1.
Hidden in Plain Sight
In The
Purloined Letter, I hid a letter in plain sight of the police. Despite numerous, exhaustive, searches of
the thief’s apartment, the police failed to find the object of their
search. Why? Because I showed them what they wanted to see by i.) offering
many possible hiding places and ii.) leaving the desired letter, albeit with
alterations disguising it’s original appearance, right under their noses. Since the police, by training and
experience, were conditioned to search in hidden
locations, they ignored the disguised letter placed in plain sight.
It may be that I have hidden the solution to The Beale Papers in plain sight. Perhaps the ciphers are merely bait for the
unwary, who can say?
2.
Acrostics and Other Secret
Messages
Can you find my valentine in this poem?
For her these lines are
penned, whose luminous eyes,
Brightly
expressive as the twins of Loeda,
Shall
find her own sweet name that, nestling, lies
Upon
this page, enwrapped from every reader.
Search
narrowly this rhyme, which holds a treasure
Divine
– a talisman—an amulet
That must
be worn at heart. Search well the
measure;
The
words – the letters themselves. Do not
forget
The
trvialest point, or you may lose your labor.
And
yet there is in this no Gordian knot
Which one
might not undo without a sabre,
If
one could merely understand the plot.
Enwritten
upon this page whereon are peering
Such
eager eyes, there lies, I say, perdu
A
well-known name, oft uttered in the hearing
Of
poets, by poets; as the name is a poet’s, too.
Its
letters, although naturally lying –
Like the knight Pinto
(Mendez Ferdinando) –
Still form a synonym for
truth. Cease trying!
You will not read the riddle though you do the best you
can do.
Frances
Sargent Osgood was my valentine.
Beginning with the first line of the poem, select the first letter of
the first line, the second letter of the second line, the third letter of the
third line, etc. to spell Frances Sargent Osgood.
Finding an acrostic, The Beale Papers or Thomas J. Beale, for example, in one of my
writings would create quite a stir in the world of literature. Such a find would go a long toward proving
my authorship of The Beale Papers. Sometimes I could not resist leaving
these little hints, it may be worth the effort to search for such a clue.
3.
Eureka
It is hard to ignore a book entitled Eureka, when searching for a buried
literary treasure. This essay on “the
material and spiritual universe” was, at least on the surface, a treatise on
“the physical, metaphysical and mathematical…universe: of its essence, its
origins, its creation, and its present condition and its destiny.” The essay, about two hundred pages long, was
not well received during my time.
Although some have credited me with predicting the big bang theory and
the existence of black holes, most have ignored this work since my death.

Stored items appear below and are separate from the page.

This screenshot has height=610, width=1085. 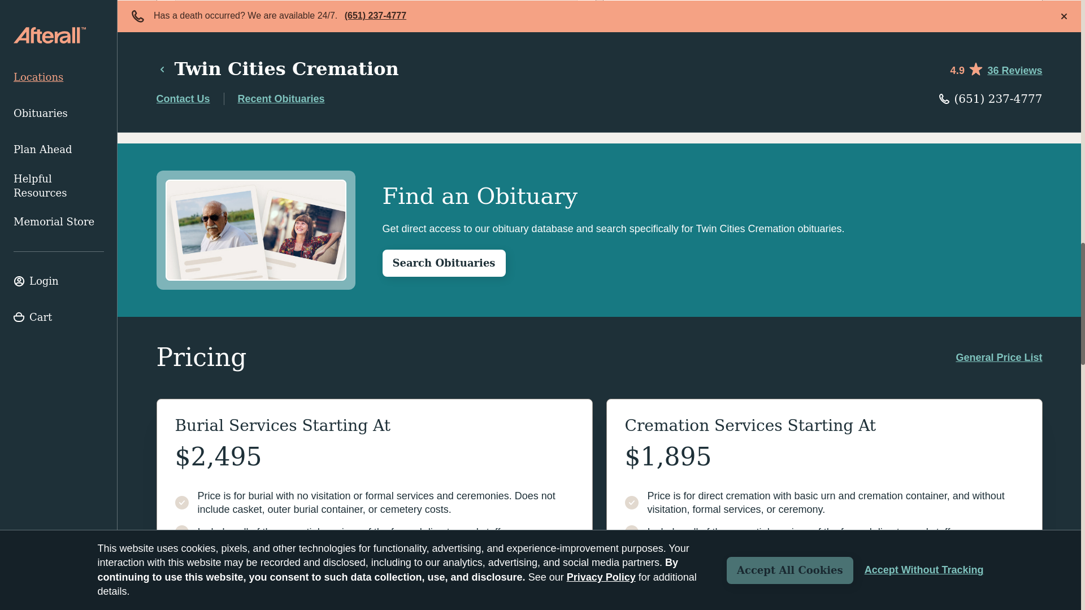 What do you see at coordinates (376, 45) in the screenshot?
I see `Memorialization` at bounding box center [376, 45].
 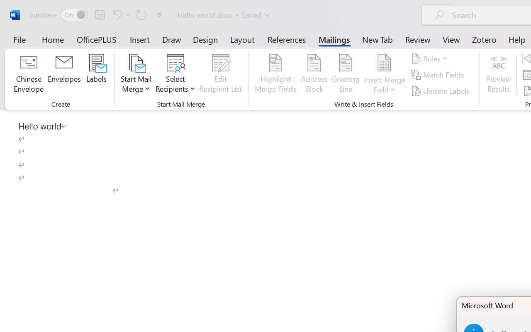 I want to click on Insert Merge Field, so click(x=385, y=75).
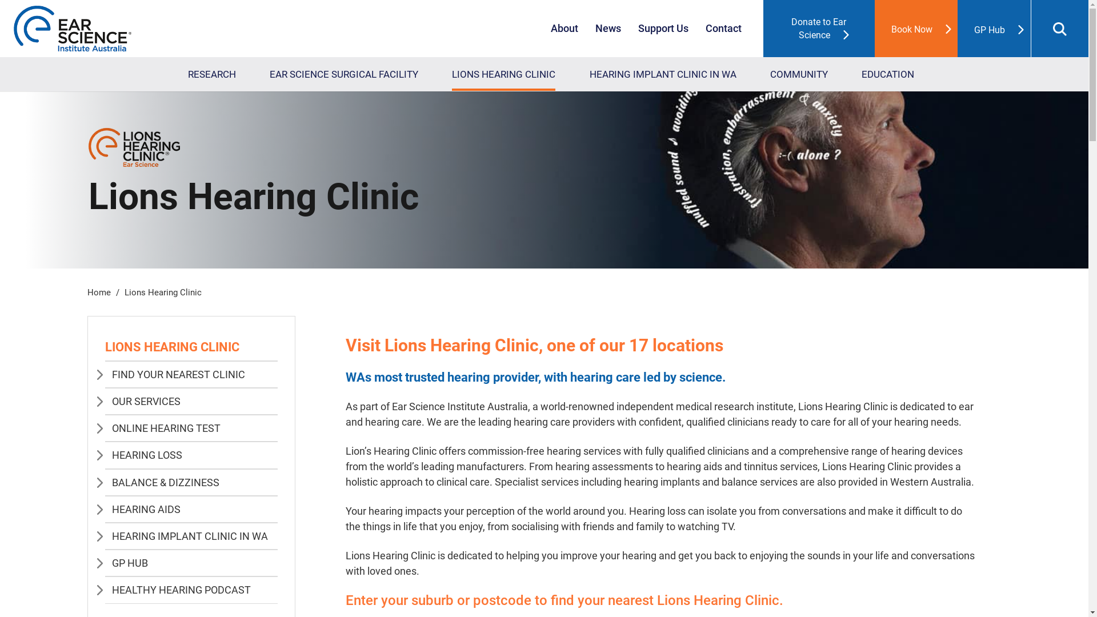 Image resolution: width=1097 pixels, height=617 pixels. What do you see at coordinates (994, 29) in the screenshot?
I see `GP Hub` at bounding box center [994, 29].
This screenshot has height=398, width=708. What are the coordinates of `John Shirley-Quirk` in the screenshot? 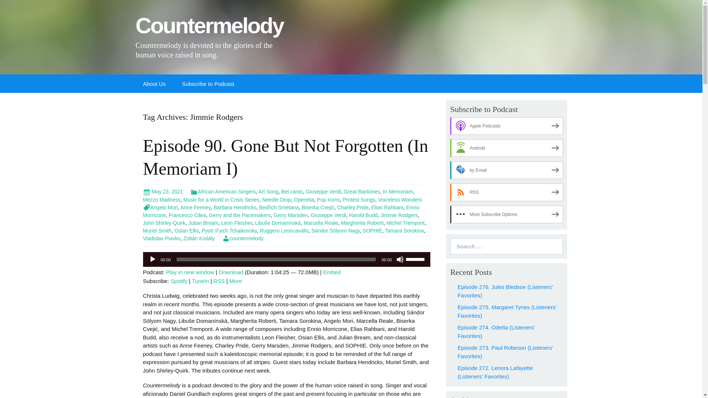 It's located at (164, 223).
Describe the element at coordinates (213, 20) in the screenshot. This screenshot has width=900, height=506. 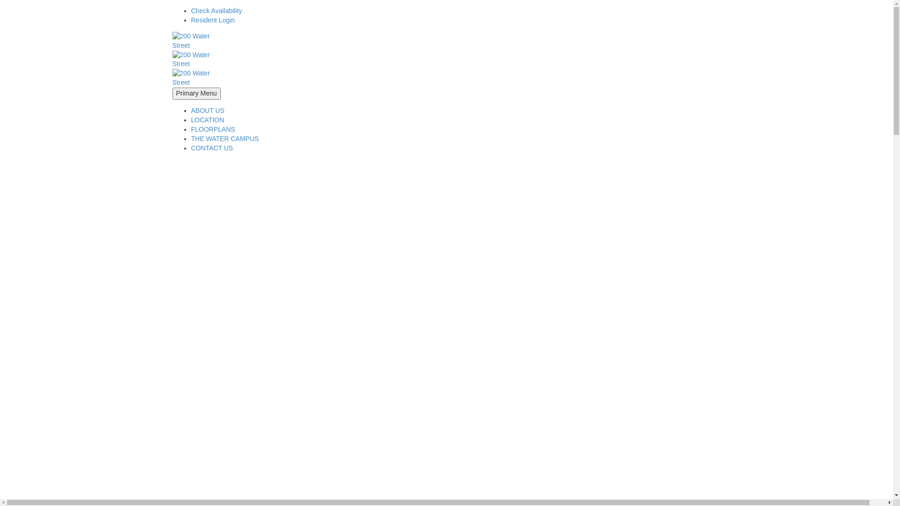
I see `Resident Login` at that location.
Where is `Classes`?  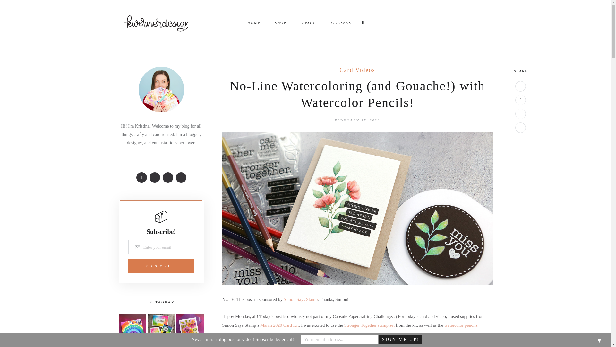 Classes is located at coordinates (342, 22).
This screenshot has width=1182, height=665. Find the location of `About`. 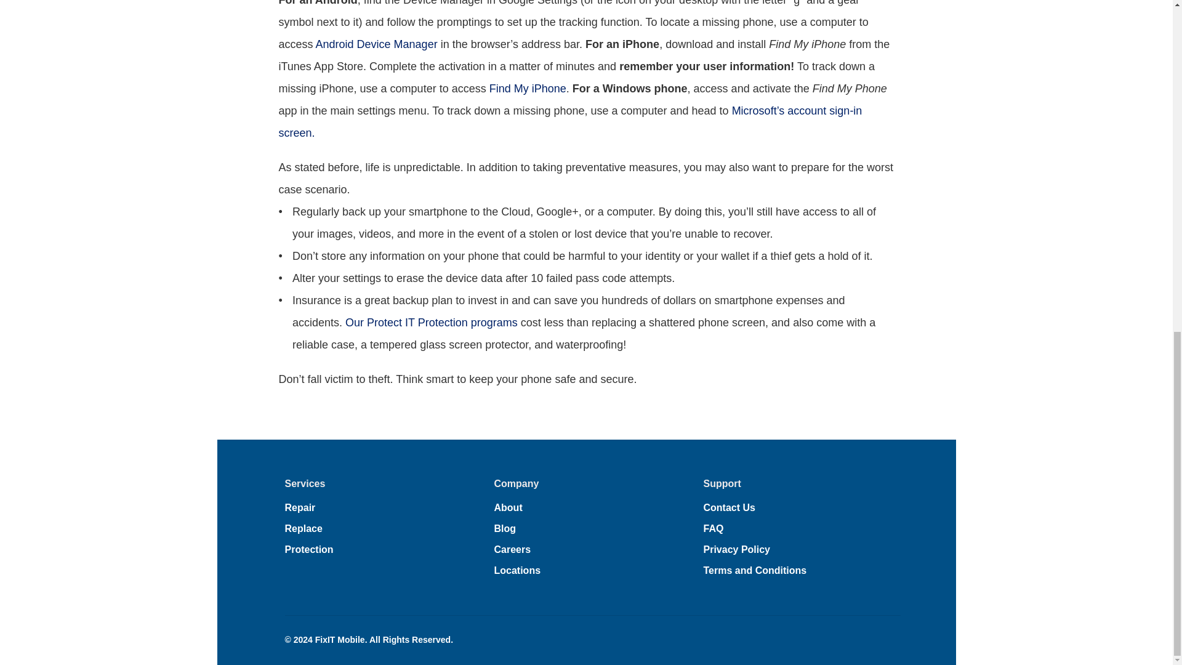

About is located at coordinates (508, 507).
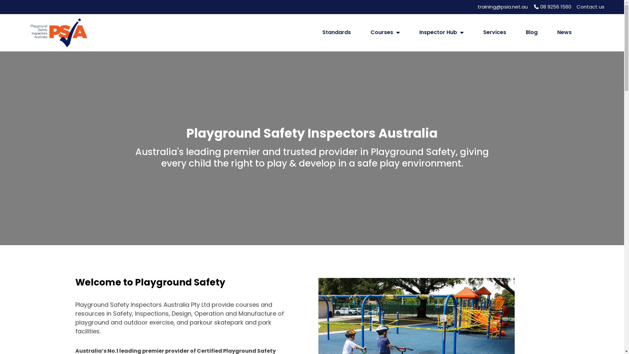 The height and width of the screenshot is (354, 629). Describe the element at coordinates (552, 7) in the screenshot. I see `08 9256 1560` at that location.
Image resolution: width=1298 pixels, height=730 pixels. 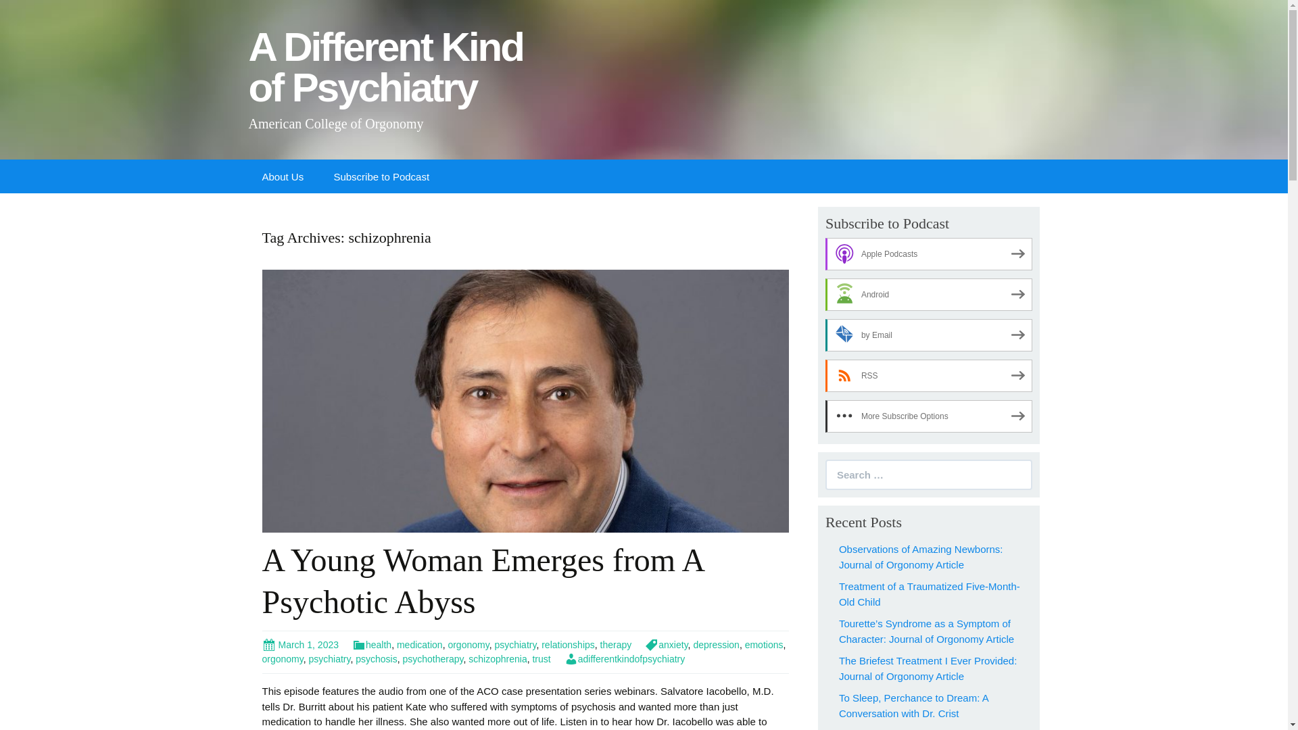 I want to click on schizophrenia, so click(x=498, y=658).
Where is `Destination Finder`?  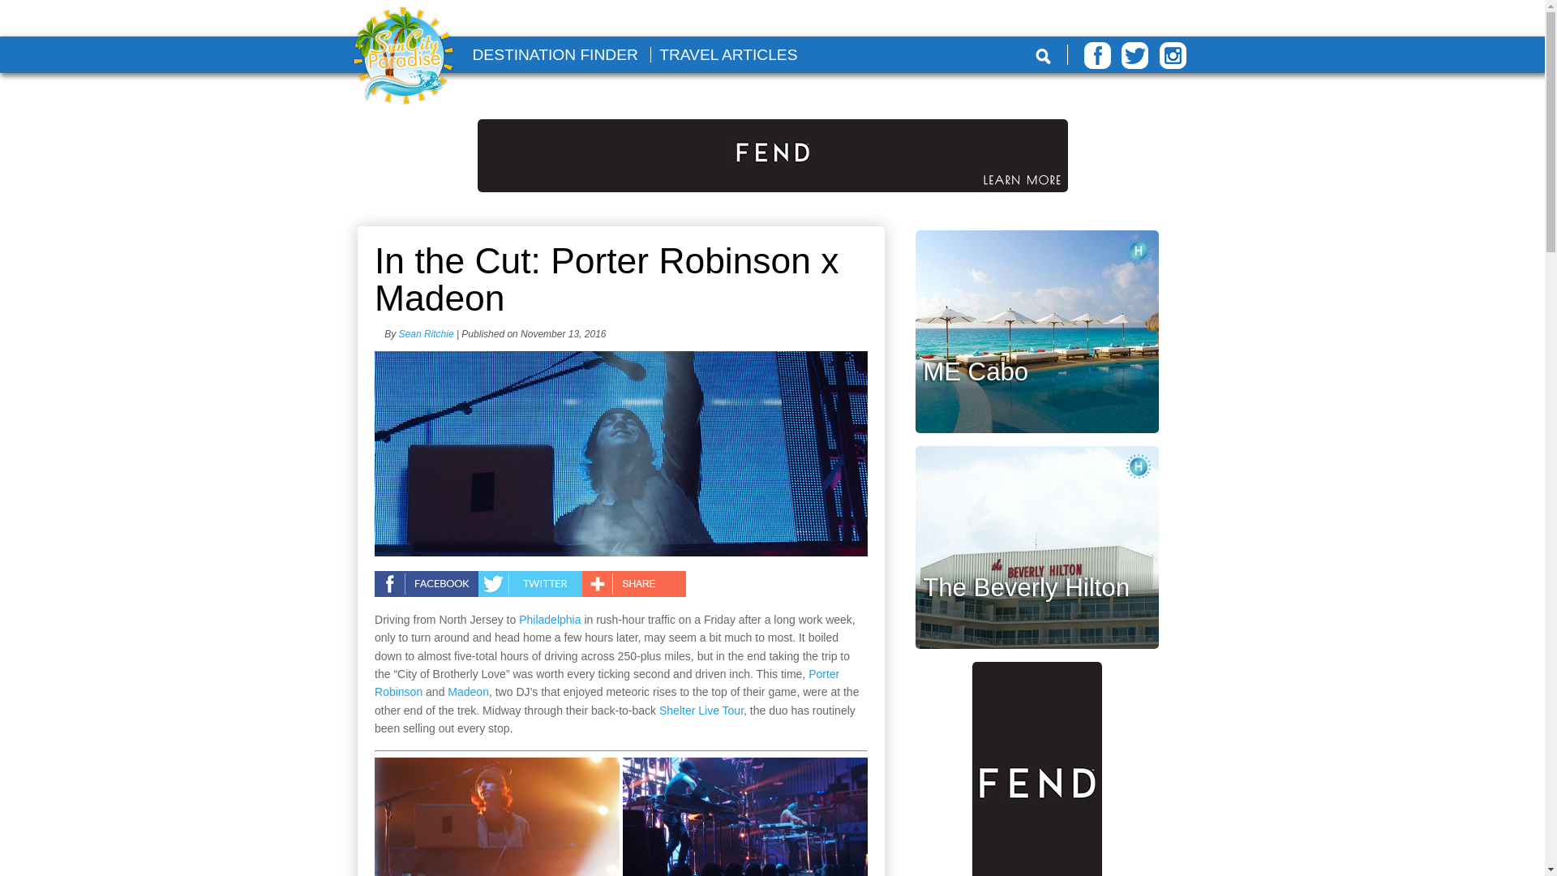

Eureka may be fertile hunting
ground for Beale researchers. In the
first place, the name eureka and the discovery of gold are closely linked. Secondly, because this essay has been
reviewed as a scientific study, it has never, to my knowledge, been analyzed
for the symbolic, below the surface messages that are present in the majority
of my work. At first glance such a
review would not be necessary as this is not a work of fiction. Perhaps this is a mistake. Finally, I recommend a close examination of
the preface of Eureka, my message
here may indicate the existence of a hidden poem.
PREFACE
To
the few who love me and whom I love—to those who feel rather than to those who
think—to the dreamers and those who put faith in dreams as in the only
realities—I offer this Book of Truths, not in the character of Truth-Teller,
but for the Beauty that abounds in its Truth; constituting it true. To these I present the composition as an
Art-Product alone:--let us say as a Romance; or, if I be not urging to lofty a
claim, as a Poem.
What I here propound is true:--therefore
it cannot die: --or if by any means it be trodden down so that it die, it will
“rise again to the Life Everlasting.”
Nevertheless
it is as a Poem only that I wish this work to be judged after I am dead.
--E.A.P.
Could it be that I have
hidden a great poem in this scientific treatise? True, an essay on the cosmos can be an Art-Product, a Romance, a
thing of beauty in its own right. But a
poem, especially a great poem such as The
Raven, is a much better forum for expressing beauty and romance. What lies beneath the surface?